Ehm... First of all, there is way more to encoding and decoding the signal than just re-sequencing issues. Secondly, a change to the DOCSIS spec won't help on an xDSL connection.

 

2 hours ago, PCGeek said:

My experience generally takes all the other factors you mentioned into consideration.

Can you please give me a formula for how you calculated what latency OP should have? If you're claiming that you're taking all those other factors into consideration then you must have some pretty complicated formula.

 

2 hours ago, PCGeek said:

Also latency is limited by distance since you can't travel faster than the speed of light.

Well of course. It's limited how long the latency can be, but not how high.

 

The problem is that by saying something like "you should only have 20ms" when you know next to nothing about OP can be extremely misleading. Not only will he think something is majority wrong even if it turned out his latency was just fine, but other people seeing that post might also get the wrong impression.

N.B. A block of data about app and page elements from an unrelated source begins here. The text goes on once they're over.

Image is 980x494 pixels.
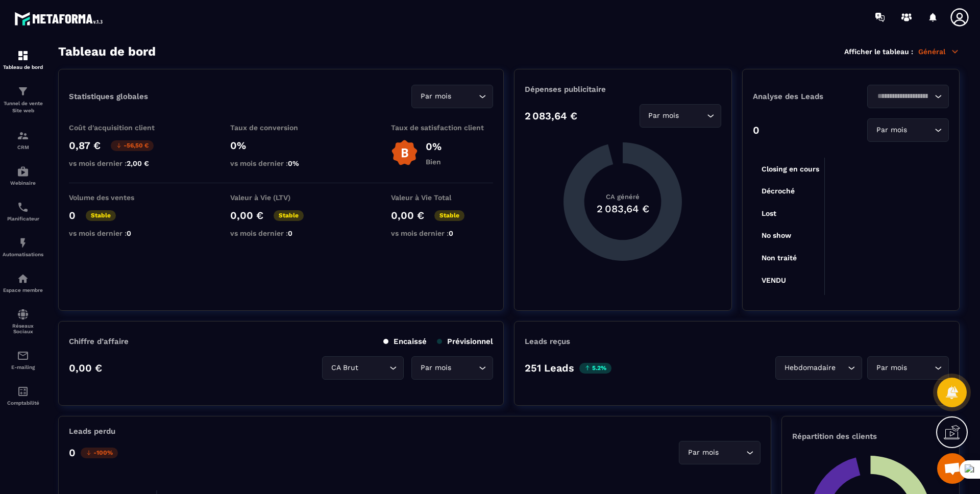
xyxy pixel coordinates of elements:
[3,158,44,193] a: automationsautomationsWebinaire
[525,362,574,374] p: 251 Leads
[391,140,418,167] img: b-badge-o.b3b20ee6.svg
[525,110,577,122] p: 2 083,64 €
[761,276,786,284] tspan: VENDU
[126,229,131,237] span: 0
[58,44,156,59] h3: Tableau de bord
[686,447,721,459] span: Par mois
[874,125,909,135] span: Par mois
[682,110,705,121] input: Search for option
[288,229,293,237] span: 0
[80,448,118,459] p: -100%
[329,363,361,374] span: CA Brut
[753,124,760,136] p: 0
[761,254,797,262] tspan: Non traité
[230,159,332,167] p: vs mois dernier :
[3,216,44,222] p: Planificateur
[3,265,44,301] a: automationsautomationsEspace membre
[845,47,914,56] p: Afficher le tableau :
[938,454,968,484] div: Mở cuộc trò chuyện
[86,210,116,221] p: Stable
[435,210,465,221] p: Stable
[3,252,44,258] p: Automatisations
[775,356,862,380] div: Search for option
[525,337,570,347] p: Leads reçus
[3,342,44,378] a: emailemailE-mailing
[909,125,932,135] input: Search for option
[391,193,493,202] p: Valeur à Vie Total
[3,365,44,370] p: E-mailing
[69,193,171,202] p: Volume des ventes
[426,140,442,152] p: 0%
[3,42,44,78] a: formationformationTableau de bord
[761,165,819,174] tspan: Closing en cours
[437,337,493,347] p: Prévisionnel
[679,441,761,465] div: Search for option
[3,323,44,335] p: Réseaux Sociaux
[69,229,171,237] p: vs mois dernier :
[3,193,44,229] a: schedulerschedulerPlanificateur
[640,104,722,128] div: Search for option
[17,49,29,62] img: formation
[69,124,171,132] p: Coût d'acquisition client
[753,92,851,101] p: Analyse des Leads
[230,229,332,237] p: vs mois dernier :
[17,130,29,142] img: formation
[792,432,949,441] p: Répartition des clients
[391,210,424,222] p: 0,00 €
[69,210,75,222] p: 0
[3,400,44,406] p: Comptabilité
[69,337,128,347] p: Chiffre d’affaire
[17,85,29,97] img: formation
[411,85,493,108] div: Search for option
[867,356,949,380] div: Search for option
[761,187,794,195] tspan: Décroché
[761,210,776,217] tspan: Lost
[383,337,427,347] p: Encaissé
[3,229,44,265] a: automationsautomationsAutomatisations
[837,363,845,374] input: Search for option
[69,427,116,436] p: Leads perdu
[322,356,404,380] div: Search for option
[454,363,476,374] input: Search for option
[3,145,44,150] p: CRM
[721,447,744,459] input: Search for option
[418,363,454,374] span: Par mois
[646,110,682,121] span: Par mois
[111,140,154,151] p: -56,50 €
[454,91,476,102] input: Search for option
[230,210,263,222] p: 0,00 €
[782,363,837,374] span: Hebdomadaire
[17,308,29,320] img: social-network
[874,91,932,102] input: Search for option
[230,140,332,152] p: 0%
[579,363,612,374] p: 5.2%
[69,447,75,459] p: 0
[17,237,29,249] img: automations
[909,363,932,374] input: Search for option
[17,385,29,398] img: accountant
[3,301,44,342] a: social-networksocial-networkRéseaux Sociaux
[3,100,44,114] p: Tunnel de vente Site web
[230,124,332,132] p: Taux de conversion
[867,119,949,142] div: Search for option
[391,229,493,237] p: vs mois dernier :
[230,193,332,202] p: Valeur à Vie (LTV)
[17,350,29,362] img: email
[17,272,29,285] img: automations
[426,158,442,166] p: Bien
[3,287,44,293] p: Espace membre
[69,159,171,167] p: vs mois dernier :
[411,356,493,380] div: Search for option
[874,363,909,374] span: Par mois
[867,85,949,108] div: Search for option
[288,159,299,167] span: 0%
[391,124,493,132] p: Taux de satisfaction client
[274,210,304,221] p: Stable
[126,159,149,167] span: 2,00 €
[919,47,960,56] p: Général
[418,91,454,102] span: Par mois
[3,78,44,122] a: formationformationTunnel de vente Site web
[69,92,148,101] p: Statistiques globales
[3,378,44,414] a: accountantaccountantComptabilité
[3,122,44,158] a: formationformationCRM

We have no idea what latency OP should be expecting. All we can say is that 300ms seems very high and he should try and lower it, but saying that he should be getting 20ms can be very misleading.

 

For example if OP is sitting on a xDSL line which has problem with noise, then his ISP might be using a high interleave setting to counter that, as without it even a small amount of noise burst could cause the OP to completely lose his connection. You can't say the ISP is in the wrong for caring more about having a stable connection, rather than one with low latency.

That's just one of the many examples of why different connection types can have different latency. There are many, many, many more reasons why your latency might be different, that isn't "because you're X miles away".